Write out the entries below exactly. End with the line that contains "This screenshot has height=661, width=1175.".

[Dataset items]
========

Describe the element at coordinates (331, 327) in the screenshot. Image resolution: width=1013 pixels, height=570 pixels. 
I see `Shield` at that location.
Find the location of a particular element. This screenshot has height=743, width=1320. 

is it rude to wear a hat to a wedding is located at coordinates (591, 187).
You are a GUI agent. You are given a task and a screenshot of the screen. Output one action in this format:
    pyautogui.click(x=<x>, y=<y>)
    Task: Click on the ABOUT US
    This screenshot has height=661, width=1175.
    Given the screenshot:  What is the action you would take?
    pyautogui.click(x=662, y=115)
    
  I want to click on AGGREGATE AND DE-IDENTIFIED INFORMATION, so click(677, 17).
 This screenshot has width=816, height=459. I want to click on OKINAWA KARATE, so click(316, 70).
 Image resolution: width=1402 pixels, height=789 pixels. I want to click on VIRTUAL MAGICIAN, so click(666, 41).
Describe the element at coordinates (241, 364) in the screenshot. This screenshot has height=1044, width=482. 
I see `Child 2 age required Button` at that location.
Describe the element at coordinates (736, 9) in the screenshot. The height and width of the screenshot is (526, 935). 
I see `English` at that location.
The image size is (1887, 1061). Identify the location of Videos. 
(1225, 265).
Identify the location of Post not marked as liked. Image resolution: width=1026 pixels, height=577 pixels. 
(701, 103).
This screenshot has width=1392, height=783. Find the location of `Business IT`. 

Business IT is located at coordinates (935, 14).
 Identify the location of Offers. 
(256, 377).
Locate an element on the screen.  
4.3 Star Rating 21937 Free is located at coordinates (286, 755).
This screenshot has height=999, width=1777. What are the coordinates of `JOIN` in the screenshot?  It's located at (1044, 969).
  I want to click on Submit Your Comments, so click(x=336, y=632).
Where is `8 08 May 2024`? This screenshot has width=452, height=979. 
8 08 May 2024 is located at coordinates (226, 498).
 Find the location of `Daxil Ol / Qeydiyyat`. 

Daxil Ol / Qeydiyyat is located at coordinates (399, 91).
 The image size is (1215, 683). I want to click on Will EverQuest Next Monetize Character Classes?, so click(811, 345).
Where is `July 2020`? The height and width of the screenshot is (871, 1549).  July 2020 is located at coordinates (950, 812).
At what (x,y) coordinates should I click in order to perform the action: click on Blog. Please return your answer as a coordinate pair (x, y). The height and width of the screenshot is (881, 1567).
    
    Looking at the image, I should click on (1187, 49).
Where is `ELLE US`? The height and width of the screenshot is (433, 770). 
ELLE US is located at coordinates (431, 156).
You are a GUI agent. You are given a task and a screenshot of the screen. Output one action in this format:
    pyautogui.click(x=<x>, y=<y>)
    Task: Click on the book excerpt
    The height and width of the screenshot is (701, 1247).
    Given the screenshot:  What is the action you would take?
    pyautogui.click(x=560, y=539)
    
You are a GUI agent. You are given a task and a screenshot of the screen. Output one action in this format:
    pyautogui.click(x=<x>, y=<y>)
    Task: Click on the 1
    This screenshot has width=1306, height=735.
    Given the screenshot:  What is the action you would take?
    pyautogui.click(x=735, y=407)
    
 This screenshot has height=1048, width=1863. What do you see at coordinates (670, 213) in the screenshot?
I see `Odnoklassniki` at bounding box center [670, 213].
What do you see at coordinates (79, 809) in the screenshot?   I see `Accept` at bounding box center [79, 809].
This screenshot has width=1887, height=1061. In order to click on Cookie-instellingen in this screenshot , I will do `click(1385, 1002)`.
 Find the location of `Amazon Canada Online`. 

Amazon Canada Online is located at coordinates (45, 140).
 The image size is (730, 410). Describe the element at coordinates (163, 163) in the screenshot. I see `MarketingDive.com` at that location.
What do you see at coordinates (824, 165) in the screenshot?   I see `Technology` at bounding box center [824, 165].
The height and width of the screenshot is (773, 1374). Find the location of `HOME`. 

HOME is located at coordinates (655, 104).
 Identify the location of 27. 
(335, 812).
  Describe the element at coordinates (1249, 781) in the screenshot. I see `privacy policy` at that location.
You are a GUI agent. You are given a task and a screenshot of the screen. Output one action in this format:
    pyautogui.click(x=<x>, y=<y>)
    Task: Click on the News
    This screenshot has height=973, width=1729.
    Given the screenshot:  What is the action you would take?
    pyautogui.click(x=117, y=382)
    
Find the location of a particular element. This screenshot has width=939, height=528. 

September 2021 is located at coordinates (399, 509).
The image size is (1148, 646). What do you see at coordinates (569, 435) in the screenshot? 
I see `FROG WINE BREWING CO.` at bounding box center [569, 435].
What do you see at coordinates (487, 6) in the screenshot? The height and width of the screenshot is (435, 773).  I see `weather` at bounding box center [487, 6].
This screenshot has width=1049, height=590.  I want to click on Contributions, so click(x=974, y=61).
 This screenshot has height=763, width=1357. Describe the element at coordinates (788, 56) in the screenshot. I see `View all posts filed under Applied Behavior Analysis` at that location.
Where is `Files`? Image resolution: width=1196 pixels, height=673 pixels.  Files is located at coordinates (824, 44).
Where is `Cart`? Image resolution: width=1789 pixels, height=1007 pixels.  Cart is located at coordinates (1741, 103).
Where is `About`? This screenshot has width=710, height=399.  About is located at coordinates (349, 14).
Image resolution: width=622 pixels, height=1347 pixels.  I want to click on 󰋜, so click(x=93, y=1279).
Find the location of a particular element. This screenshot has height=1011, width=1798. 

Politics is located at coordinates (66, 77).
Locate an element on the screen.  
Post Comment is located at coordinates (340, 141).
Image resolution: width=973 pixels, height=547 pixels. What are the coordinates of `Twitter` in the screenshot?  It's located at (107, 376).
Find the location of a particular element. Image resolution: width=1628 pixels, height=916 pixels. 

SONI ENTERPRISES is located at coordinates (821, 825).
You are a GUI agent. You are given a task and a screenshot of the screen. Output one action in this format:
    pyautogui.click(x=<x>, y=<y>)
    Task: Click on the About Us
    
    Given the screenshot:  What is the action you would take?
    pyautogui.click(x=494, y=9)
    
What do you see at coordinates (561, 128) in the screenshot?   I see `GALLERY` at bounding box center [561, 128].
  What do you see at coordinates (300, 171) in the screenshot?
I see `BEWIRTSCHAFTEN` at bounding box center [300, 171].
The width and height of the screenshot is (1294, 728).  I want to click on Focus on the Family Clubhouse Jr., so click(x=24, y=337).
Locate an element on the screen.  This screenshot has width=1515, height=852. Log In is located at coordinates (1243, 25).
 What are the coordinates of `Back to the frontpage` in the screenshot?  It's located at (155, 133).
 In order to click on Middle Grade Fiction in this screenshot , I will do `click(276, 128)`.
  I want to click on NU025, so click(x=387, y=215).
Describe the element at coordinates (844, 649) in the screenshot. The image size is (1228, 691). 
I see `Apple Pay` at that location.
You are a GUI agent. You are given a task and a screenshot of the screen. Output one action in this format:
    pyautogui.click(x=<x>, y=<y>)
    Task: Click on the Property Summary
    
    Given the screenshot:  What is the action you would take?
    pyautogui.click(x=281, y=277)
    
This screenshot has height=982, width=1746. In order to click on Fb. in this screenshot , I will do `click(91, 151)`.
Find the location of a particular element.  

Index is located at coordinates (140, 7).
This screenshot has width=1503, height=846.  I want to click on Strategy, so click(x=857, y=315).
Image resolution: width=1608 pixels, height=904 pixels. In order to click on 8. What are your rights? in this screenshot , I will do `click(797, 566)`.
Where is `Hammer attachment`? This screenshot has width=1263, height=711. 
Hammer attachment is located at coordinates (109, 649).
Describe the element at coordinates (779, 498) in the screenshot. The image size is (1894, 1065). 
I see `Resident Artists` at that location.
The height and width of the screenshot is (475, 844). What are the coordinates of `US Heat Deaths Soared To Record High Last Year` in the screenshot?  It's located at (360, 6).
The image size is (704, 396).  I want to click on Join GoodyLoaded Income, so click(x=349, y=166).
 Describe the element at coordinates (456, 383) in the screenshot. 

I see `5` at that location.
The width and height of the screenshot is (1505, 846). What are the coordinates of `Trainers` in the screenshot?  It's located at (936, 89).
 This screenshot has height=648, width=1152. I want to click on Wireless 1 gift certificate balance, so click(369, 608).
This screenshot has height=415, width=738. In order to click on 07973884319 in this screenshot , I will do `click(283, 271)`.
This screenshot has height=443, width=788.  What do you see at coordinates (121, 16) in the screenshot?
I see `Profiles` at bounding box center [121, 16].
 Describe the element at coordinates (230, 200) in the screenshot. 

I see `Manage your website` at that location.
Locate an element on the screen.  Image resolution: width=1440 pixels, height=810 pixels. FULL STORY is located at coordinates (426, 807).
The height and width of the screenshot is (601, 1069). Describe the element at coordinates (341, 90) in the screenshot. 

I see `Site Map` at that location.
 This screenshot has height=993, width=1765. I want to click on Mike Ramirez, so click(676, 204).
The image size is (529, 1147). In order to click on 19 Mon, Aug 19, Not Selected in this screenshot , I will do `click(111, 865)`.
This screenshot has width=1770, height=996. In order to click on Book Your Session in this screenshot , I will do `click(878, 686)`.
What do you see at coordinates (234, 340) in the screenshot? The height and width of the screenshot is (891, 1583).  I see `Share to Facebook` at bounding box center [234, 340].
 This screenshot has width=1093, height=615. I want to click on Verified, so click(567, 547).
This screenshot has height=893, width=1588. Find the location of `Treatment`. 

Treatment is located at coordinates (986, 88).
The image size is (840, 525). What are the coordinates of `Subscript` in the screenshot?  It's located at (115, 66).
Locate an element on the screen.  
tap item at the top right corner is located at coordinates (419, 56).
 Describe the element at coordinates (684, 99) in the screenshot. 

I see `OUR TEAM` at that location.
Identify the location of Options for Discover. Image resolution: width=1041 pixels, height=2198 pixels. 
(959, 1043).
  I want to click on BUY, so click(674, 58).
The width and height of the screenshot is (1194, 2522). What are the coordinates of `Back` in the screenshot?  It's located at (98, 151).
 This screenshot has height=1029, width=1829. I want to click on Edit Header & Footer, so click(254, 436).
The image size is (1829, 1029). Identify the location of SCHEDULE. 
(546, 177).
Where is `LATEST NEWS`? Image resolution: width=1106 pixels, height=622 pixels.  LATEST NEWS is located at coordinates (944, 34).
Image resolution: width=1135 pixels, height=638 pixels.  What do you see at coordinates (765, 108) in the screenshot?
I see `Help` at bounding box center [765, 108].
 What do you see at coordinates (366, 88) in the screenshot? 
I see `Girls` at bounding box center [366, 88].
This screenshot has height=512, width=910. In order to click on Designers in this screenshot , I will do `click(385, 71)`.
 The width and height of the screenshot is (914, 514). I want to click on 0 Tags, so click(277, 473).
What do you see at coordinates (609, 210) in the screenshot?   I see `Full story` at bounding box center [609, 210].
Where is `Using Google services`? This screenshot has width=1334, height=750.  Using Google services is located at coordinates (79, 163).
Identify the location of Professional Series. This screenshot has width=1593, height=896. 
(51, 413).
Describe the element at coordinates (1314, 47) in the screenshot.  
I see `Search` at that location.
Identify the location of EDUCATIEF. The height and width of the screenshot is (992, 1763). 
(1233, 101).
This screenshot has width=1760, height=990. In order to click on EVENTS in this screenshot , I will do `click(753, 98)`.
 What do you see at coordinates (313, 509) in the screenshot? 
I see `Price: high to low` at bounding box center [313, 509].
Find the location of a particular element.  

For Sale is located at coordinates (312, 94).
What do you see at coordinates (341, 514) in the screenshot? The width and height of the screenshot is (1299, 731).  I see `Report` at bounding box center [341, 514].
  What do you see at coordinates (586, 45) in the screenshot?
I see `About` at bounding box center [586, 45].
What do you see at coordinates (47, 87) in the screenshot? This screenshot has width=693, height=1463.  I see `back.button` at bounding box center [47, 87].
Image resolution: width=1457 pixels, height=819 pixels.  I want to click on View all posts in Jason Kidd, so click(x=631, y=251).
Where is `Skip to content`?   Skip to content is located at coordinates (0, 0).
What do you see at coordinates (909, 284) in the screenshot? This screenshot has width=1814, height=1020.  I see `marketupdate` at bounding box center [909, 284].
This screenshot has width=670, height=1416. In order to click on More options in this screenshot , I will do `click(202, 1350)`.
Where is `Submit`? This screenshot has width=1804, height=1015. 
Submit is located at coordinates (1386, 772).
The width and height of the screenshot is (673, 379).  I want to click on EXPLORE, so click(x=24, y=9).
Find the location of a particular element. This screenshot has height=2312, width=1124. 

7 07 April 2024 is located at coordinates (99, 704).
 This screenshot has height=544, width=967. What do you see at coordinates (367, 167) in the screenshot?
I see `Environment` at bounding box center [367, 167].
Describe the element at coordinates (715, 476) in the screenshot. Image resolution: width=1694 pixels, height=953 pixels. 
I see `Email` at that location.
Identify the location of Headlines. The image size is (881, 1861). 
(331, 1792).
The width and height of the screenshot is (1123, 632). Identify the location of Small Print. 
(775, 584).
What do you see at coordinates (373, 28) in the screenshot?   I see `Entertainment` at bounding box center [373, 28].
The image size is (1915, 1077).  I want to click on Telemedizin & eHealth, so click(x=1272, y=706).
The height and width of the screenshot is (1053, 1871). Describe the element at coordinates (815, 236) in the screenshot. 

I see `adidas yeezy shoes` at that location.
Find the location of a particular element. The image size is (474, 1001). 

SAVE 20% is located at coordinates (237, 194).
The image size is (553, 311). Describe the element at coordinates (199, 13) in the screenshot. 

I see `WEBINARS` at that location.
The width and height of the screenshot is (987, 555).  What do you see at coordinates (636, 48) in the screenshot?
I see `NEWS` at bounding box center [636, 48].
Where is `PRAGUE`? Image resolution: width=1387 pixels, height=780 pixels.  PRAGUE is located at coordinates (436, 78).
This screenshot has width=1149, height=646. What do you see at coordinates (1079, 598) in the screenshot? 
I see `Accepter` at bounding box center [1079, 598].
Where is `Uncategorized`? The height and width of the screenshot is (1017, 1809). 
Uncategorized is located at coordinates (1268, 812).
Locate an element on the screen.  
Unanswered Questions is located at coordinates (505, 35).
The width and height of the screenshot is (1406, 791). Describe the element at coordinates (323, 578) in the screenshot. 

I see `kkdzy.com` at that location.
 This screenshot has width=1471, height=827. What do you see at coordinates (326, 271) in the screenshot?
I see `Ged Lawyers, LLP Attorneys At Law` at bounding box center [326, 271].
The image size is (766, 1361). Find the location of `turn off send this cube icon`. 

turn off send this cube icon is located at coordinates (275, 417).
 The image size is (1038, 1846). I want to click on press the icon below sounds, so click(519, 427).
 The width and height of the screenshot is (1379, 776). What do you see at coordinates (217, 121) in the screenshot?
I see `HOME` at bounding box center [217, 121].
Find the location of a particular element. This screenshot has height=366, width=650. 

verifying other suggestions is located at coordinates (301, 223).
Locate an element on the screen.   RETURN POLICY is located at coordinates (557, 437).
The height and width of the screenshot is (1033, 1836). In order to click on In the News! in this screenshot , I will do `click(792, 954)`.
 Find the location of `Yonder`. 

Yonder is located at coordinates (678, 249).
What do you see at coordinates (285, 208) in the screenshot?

========

#### [ANSWER]
Describe the element at coordinates (331, 327) in the screenshot. Image resolution: width=1013 pixels, height=570 pixels. 
I see `Shield` at that location.
Find the location of a particular element. This screenshot has height=743, width=1320. 

is it rude to wear a hat to a wedding is located at coordinates (591, 187).
You are a GUI agent. You are given a task and a screenshot of the screen. Output one action in this format:
    pyautogui.click(x=<x>, y=<y>)
    Task: Click on the ABOUT US
    This screenshot has height=661, width=1175.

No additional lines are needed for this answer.